Jeté to the top
Surgery inspired this dancer to pursue new dreams
Posted on: September 26, 2018; Updated on: September 26, 2018
By Chris Horn, chorn@sc.edu, 803-777-3687
A diagnosis of scoliosis put the brakes on 12-year-old Abbie Digby’s aspirations as a ballet dancer, but her subsequent surgery and recovery sparked a desire to pursue a career in medicine.
Six years later, Digby is a Carolina freshman, majoring in biology with her sights still set on medical school. She remembers the long hospital stay that inspired her interest in the medical profession.
“I wanted to know more than they were telling me,” says Digby. “They kept watering it down, which is understandable because I was just a kid, but I wanted to know what the treatments were doing and what my spine looked like.”
Digby’s determination to learn more, even while recovering in a hospital bed with a partial spinal fusion, reflects something of her academic prowess. The Upstate native was named class valedictorian at her high school this past spring, and the university named her a Stamps Scholar, its top merit scholarship for in-state students.
“I felt really wanted — like the university truly wanted me to come here,” Digby says. “With some of the other schools I applied to, it felt sort of like, ‘Yeah, you can come here if you want or not.’ ”
It wasn’t her intention, but by enrolling at Carolina, Digby continued a garnet-and-black family tradition that dates back to her grandparents Reggie and Carroll Brasington, who earned bachelor’s, masters and doctoral degrees from the university. Her grandfather was a long-time professor in what is now the College of Hospitality, Retail and Sport Management, and her grandmother was a math instructor at Midlands Technical College.
Digby’s parents both graduated from Carolina, as well, and her mother, Chandis, was also a Carolina Scholar, earning a chemical engineering degree in 1991.
Though dance once consumed nearly all of her spare time, Digby has hung up the ballet shoes for now. “I decided not to dance in college because of the rigor of the pre-med curriculum,” she says. But one day, who knows? — Digby’s determination might pave the way for a medical career and another pirouette on the dance floor.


- _DIRECTIONS FOR THIS TASK_
Write out exactly what each line says, starting with the first line below and ending on the one with "This screenshot has width=620, height=350.".

** SOURCE MATERIAL follows **

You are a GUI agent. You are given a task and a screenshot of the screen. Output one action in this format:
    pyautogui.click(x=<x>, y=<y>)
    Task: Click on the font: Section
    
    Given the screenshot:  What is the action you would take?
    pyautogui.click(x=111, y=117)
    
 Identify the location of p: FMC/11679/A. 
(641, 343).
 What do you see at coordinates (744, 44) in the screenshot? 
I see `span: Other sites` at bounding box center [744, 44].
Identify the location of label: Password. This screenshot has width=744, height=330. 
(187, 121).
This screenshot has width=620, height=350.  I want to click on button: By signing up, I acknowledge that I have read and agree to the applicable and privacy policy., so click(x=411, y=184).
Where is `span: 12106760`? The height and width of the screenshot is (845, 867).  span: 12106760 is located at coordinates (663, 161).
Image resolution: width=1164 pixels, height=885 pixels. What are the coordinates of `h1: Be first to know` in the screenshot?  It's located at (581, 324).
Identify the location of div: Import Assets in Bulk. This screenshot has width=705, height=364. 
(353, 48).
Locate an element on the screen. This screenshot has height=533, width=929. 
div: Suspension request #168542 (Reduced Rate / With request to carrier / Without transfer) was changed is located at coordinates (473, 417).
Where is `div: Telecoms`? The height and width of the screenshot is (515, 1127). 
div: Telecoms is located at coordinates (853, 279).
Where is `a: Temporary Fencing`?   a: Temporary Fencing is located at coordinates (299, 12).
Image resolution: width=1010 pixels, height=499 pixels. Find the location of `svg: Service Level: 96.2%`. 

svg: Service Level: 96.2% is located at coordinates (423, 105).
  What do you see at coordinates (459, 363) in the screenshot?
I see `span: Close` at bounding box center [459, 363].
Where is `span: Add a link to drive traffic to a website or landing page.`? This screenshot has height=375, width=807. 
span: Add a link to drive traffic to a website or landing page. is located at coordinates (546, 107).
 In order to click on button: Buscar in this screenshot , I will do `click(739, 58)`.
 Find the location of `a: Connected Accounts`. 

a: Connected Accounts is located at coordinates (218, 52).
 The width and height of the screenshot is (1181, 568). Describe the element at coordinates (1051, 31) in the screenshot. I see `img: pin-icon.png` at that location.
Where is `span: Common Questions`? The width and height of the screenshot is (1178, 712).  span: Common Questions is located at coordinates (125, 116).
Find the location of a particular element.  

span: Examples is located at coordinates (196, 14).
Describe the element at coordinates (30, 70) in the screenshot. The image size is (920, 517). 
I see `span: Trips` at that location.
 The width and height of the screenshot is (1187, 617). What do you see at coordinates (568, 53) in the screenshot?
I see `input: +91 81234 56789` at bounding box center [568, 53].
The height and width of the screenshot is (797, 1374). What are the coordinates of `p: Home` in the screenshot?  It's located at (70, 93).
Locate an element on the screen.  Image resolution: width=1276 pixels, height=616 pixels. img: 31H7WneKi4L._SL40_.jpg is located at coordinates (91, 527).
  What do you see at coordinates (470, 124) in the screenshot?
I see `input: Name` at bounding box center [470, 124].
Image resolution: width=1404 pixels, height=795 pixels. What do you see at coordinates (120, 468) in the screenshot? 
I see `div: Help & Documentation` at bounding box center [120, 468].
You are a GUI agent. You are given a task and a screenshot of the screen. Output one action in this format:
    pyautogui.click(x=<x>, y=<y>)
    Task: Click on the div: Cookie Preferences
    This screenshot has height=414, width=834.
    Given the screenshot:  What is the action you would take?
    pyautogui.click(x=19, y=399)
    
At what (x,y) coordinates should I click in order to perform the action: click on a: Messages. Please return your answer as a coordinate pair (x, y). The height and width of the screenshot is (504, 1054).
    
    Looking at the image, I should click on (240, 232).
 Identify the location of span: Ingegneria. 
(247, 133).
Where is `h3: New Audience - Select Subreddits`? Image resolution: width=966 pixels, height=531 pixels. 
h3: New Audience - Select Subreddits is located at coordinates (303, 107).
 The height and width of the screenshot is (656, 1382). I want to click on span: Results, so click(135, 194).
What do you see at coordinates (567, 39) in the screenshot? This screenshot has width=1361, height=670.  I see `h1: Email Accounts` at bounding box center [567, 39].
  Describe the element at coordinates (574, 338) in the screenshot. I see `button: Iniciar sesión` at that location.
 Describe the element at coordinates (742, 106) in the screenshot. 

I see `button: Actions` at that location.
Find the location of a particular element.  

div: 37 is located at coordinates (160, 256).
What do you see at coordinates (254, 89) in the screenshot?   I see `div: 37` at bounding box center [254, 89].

** End of SOURCE MATERIAL **

- _EXERCISE OUTPUT_
You are a GUI agent. You are given a task and a screenshot of the screen. Output one action in this format:
    pyautogui.click(x=<x>, y=<y>)
    Task: Click on the font: Section
    
    Given the screenshot:  What is the action you would take?
    pyautogui.click(x=111, y=117)
    
 Identify the location of p: FMC/11679/A. 
(641, 343).
 What do you see at coordinates (744, 44) in the screenshot? 
I see `span: Other sites` at bounding box center [744, 44].
Identify the location of label: Password. This screenshot has width=744, height=330. 
(187, 121).
This screenshot has width=620, height=350.  I want to click on button: By signing up, I acknowledge that I have read and agree to the applicable and privacy policy., so click(x=411, y=184).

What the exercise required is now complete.